Cleaning up the money launderers

Series Title
Series Details 11/06/98, Volume 4, Number 23
Publication Date 11/06/1998
Content Type

Date: 11/06/1998

By John Carr

IMPENDING membership of the EU has set in motion a drive by the Cypriot government to clean up the island's dubious reputation as a money laundering centre.

Foreign Minister Ioannis Kasoulides said recently that since the government set up its unit for combating money laundering in January 1997, more than 70 cases had been examined, with 22 disclosure orders and four freezing orders issued.

Shipping and banking interests make up the vast bulk of Cyprus' offshore economy and are estimated to account for up to one fifth of the country's entire economy.

Kasoulides played down allegations that EU offshore companies have been moving to Cyprus en masse to take advantage of allegedly lax money laundering laws.

“The existence of offshore companies does not necessarily mean the island is used as a money laundering centre,” he said.

He added, however, that since Cyprus was serious about joining the EU in the next wave of enlargement, his country intended “to conform to the European Union's major goal of safeguarding quality of life”.

This year, the Bank of Cyprus ordered all commercial banks to tighten up reporting and monitoring procedures and banned them from granting anonymous and numbered accounts to clients.

The Cypriot Shipowners' Association, meanwhile, has said it will take steps against so-called 'ghost owners' who assign nominal management of their vessels to low-level employees and “disappear whenever a casualty occurs”.

The precise number of such operators remains unclear, although it is almost certain that their management methods have been largely responsible for several maritime disasters involving ships under the Cypriot flag.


=== Directions for this task ===
Your answer should be the exact lines of the records, starting with the one containing "xyxy pixel coordinates" and running to the end.

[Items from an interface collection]
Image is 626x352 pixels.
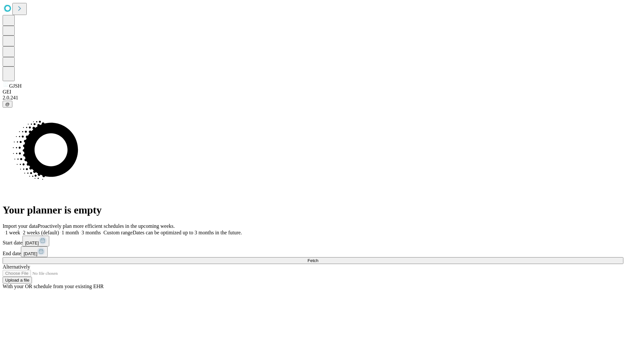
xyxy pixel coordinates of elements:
span: Fetch [307,258,318,263]
button: Upload a file [3,277,32,284]
span: 2 weeks (default) [23,230,59,235]
span: 3 months [81,230,101,235]
span: Proactively plan more efficient schedules in the upcoming weeks. [38,223,175,229]
button: @ [3,101,12,108]
button: [DATE] [22,236,49,246]
button: [DATE] [21,246,48,257]
span: Custom range [103,230,132,235]
div: GEI [3,89,623,95]
span: 1 week [5,230,20,235]
span: Dates can be optimized up to 3 months in the future. [133,230,242,235]
span: [DATE] [23,251,37,256]
div: 2.0.241 [3,95,623,101]
span: @ [5,102,10,107]
button: Fetch [3,257,623,264]
span: 1 month [62,230,79,235]
span: With your OR schedule from your existing EHR [3,284,104,289]
h1: Your planner is empty [3,204,623,216]
span: [DATE] [25,241,39,245]
div: Start date [3,236,623,246]
span: Import your data [3,223,38,229]
div: End date [3,246,623,257]
span: Alternatively [3,264,30,270]
span: GJSH [9,83,22,89]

=== Result for this task ===
xyxy pixel coordinates of elements:
span: Fetch [307,258,318,263]
button: Upload a file [3,277,32,284]
span: 2 weeks (default) [23,230,59,235]
span: 3 months [81,230,101,235]
span: Proactively plan more efficient schedules in the upcoming weeks. [38,223,175,229]
button: @ [3,101,12,108]
button: [DATE] [22,236,49,246]
button: [DATE] [21,246,48,257]
span: Custom range [103,230,132,235]
div: GEI [3,89,623,95]
span: 1 week [5,230,20,235]
span: Dates can be optimized up to 3 months in the future. [133,230,242,235]
span: [DATE] [23,251,37,256]
div: 2.0.241 [3,95,623,101]
span: @ [5,102,10,107]
button: Fetch [3,257,623,264]
span: 1 month [62,230,79,235]
span: With your OR schedule from your existing EHR [3,284,104,289]
h1: Your planner is empty [3,204,623,216]
span: [DATE] [25,241,39,245]
div: Start date [3,236,623,246]
span: Import your data [3,223,38,229]
div: End date [3,246,623,257]
span: Alternatively [3,264,30,270]
span: GJSH [9,83,22,89]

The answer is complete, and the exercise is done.